The FIFA World Cup arrives in the United States on June 11, 2026. Thirty-two countries, 48 matches across 11 cities, and an estimated 5 million visitors moving through host markets over 39 days. For small business owners in New York, Los Angeles, Miami, Dallas, Houston, Atlanta, Philadelphia, Seattle, the Bay Area, Kansas City, and Boston, this is not background noise. It’s foot traffic, new customers, and a concentrated window to grow revenue.
The question isn’t whether the opportunity is real. It’s whether your business is ready to meet it.
That’s what The Ascendus Fixture is for. We designed it as a practical, phase-by-phase playbook that follows the tournament from pre-game preparation through the Final on July 19 and into what comes after. Five phases, 25 specific moves, one clear objective: make sure you’re positioned to capture what this moment brings.

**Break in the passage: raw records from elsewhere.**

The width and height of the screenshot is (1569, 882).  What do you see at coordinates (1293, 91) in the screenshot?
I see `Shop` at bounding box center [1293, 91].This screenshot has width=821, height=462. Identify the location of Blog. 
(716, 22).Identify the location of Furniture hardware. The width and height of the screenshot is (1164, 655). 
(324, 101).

Phase 1 · Pre-Game (Now → June 10): Get match-ready
The work starts before the first whistle. In the weeks leading up to June 11, the priority is operations.

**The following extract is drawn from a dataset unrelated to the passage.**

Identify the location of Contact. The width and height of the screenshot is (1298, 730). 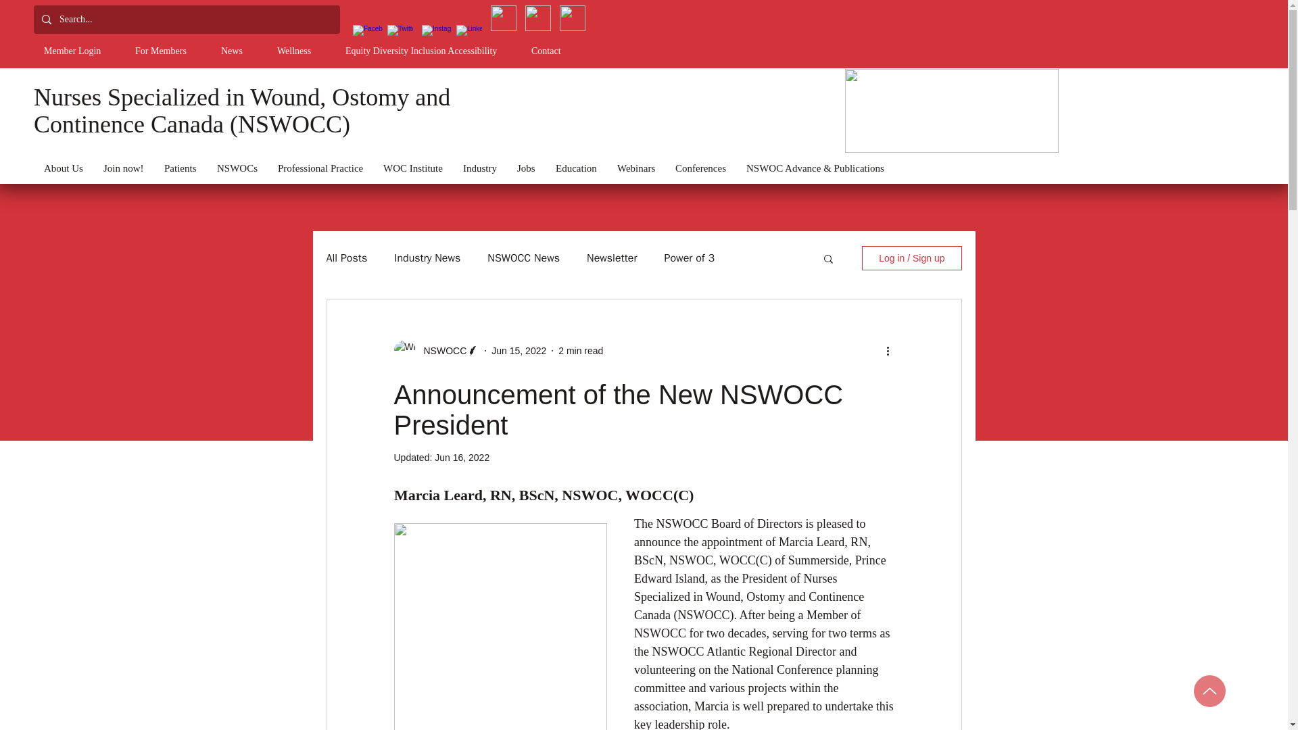
(553, 51).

- Update your Google Business Profile: hours, photos, languages, description.
- Add your business to Yelp and TripAdvisor if you’re not there yet.
- Activate WhatsApp Business with a welcome message.
- Confirm your payment systems accept contactless: tap, Apple Pay, Google Pay.
- Download the FIFA 2026 match schedule and mark the games in your host city.
- Plan one themed item per key match.
- Order extra inventory now, before supply chains tighten.
- Assess whether you need extra staff on game days.
- And if you need working capital to get ready, talk to Ascendus.
These aren’t big lifts. But they’re the difference between being findable and being invisible when millions of international visitors start searching.
Phase 2 · Kick-Off (June 11–26): Group Stage
Once the tournament starts, the focus is visibility and rhythm.
- Launch your first Match Day Special and post it 24 to 48 hours before kickoff, on Instagram, on Facebook, with the game time, the flag, and your offer.
- Put up visible signage: a chalkboard, a window sign, a table tent.
- Extend your hours on game days in your city.
- Greet international customers in their language, even one word matters.
- And track your daily revenue against your normal baseline, so you know in real time what’s working.
Phase 3 · Knockout Rounds (June 27 – July 9): Follow the bracket
As the field narrows, the opportunity gets more specific.
- Follow which teams are still alive and double down on those communities, the fans showing up in your neighborhood, on your block, in your store.
- Partner with a neighboring business for a joint match day. The customers coming through your door at this stage are invested. Meet them where they are.
Phase 4 · Final Sprint (July 10–19): Semis and Final
Create your biggest special of the tournament for the Final on July 19 at MetLife.
- Document everything: photos, video, packed moments, happy customers.
- Boost your best-performing post; $10 to $20 a day can make a real difference.
- Capture customer contact information: an email list, a WhatsApp group, a loyalty sign-up.
- And thank your regulars, they’re the ones who brought people in.
Phase 5 · Post-Game (After July 19): Build on the momentum
This is the phase most businesses skip, and it’s the one that compounds.
- Compare your revenue from World Cup weeks against your typical baseline.
- Write down what worked: menus, hours, promotions, partnerships.
- Use your World Cup story for press, grants, and future financing applications.
- Keep your international customers by maintaining multilingual touchpoints.
- Then meet with Ascendus to plan your next move with the capital you built.
One tactic worth highlighting: Cook the Match
Every match is a cultural moment tied to a country, a fanbase, a set of foods and flavors those fans recognize. The move is simple: one themed dish or drink per game, announced 24 to 48 hours in advance, posted with your location tagged.
Brazil plays, pão de queijo fresh from the oven, a caipirinha on the side. Argentina plays, empanadas, choripán with chimichurri, or a milanesa a la napolitana. Mexico plays, tacos al pastor, chilaquiles, or a bowl of esquites. Spain plays, croquetas, patatas bravas, and a round of tapas for the table.
You don’t need a new menu. You need one decision made in advance, one post that tells people where to find you, and a dish that says: we see who you’re rooting for.
The tournament starts June 11. Download The Ascendus Fixture and pick your first move.